Monitoring is not the last step in DevOps. It is the feedback mechanism that makes the whole loop work. Without production metrics feeding back into planning, engineering teams operate on assumptions rather than evidence. Prometheus provides the signal layer that turns operational data into engineering decisions.

Building the Full Stack

Each of these six tools is valuable on its own. Together they form a pipeline: Jira drives planning, Git captures the work, Jenkins automates integration and delivery, Docker standardises the environment, Kubernetes manages it at scale, and Prometheus tells you how it performs in production. The value is in the coverage, not in any single tool.

If you are building or scaling an engineering team that needs to operate at this level, speak to Scrums.com about how our development teams work within existing DevOps architectures and help mature them over time.

Frequently Asked Questions

What are the essential DevOps tools engineering teams should have in place?

A complete DevOps toolchain covers six phases: planning (Jira), version control (Git), CI/CD (Jenkins or equivalent), containerisation (Docker), orchestration (Kubernetes), and monitoring (Prometheus). Teams with tools across all six phases can automate the full development lifecycle and maintain visibility from commit to production.

Is Jenkins still the right choice for CI/CD, or have newer tools replaced it?

Jenkins remains widely used because of its extensibility and the depth of its plugin ecosystem. Teams starting new pipelines today also evaluate GitHub Actions, GitLab CI, and CircleCI, which offer simpler configuration at the cost of some flexibility. Jenkins continues to be the reference implementation for complex, customised CI/CD workflows, particularly in organisations with mixed or legacy infrastructure.

What is the difference between Docker and Kubernetes?

Docker packages individual applications into containers and handles the container runtime. Kubernetes orchestrates many containers across multiple machines, managing deployment, scaling, load balancing, and self-healing at a level that would be impractical to handle manually. They are complementary: you containerise with Docker and orchestrate with Kubernetes.

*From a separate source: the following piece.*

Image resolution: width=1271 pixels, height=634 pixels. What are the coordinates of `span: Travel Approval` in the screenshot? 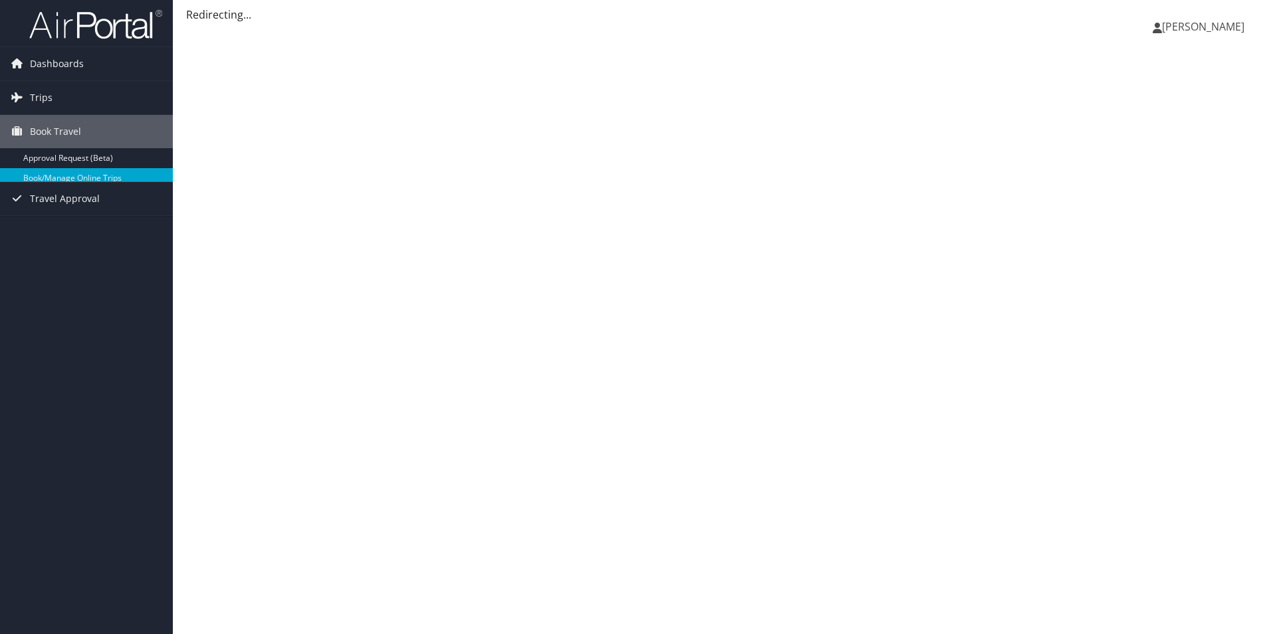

How does Prometheus differ from other monitoring tools?

Prometheus uses a pull-based model, scraping metrics from targets on a schedule, and stores data as time-series with a multi-dimensional label model. This makes it well suited to dynamic, containerised environments where the number and identity of instances changes frequently. Its tight integration with Grafana and Alertmanager, and its adoption as a CNCF project standard, makes it the default monitoring choice for Kubernetes-based architectures.

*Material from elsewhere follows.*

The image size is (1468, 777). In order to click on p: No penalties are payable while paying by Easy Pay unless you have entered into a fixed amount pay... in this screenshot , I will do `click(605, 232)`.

At what stage should a software team adopt a full DevOps toolchain?

Version control and CI should be in place from the first sprint of any serious software project. Containerisation and orchestration become important as the application needs to run consistently across environments or scale beyond a single server. Monitoring should be implemented before the first production release, not after. Teams that adopt monitoring reactively typically discover what they need to know too late.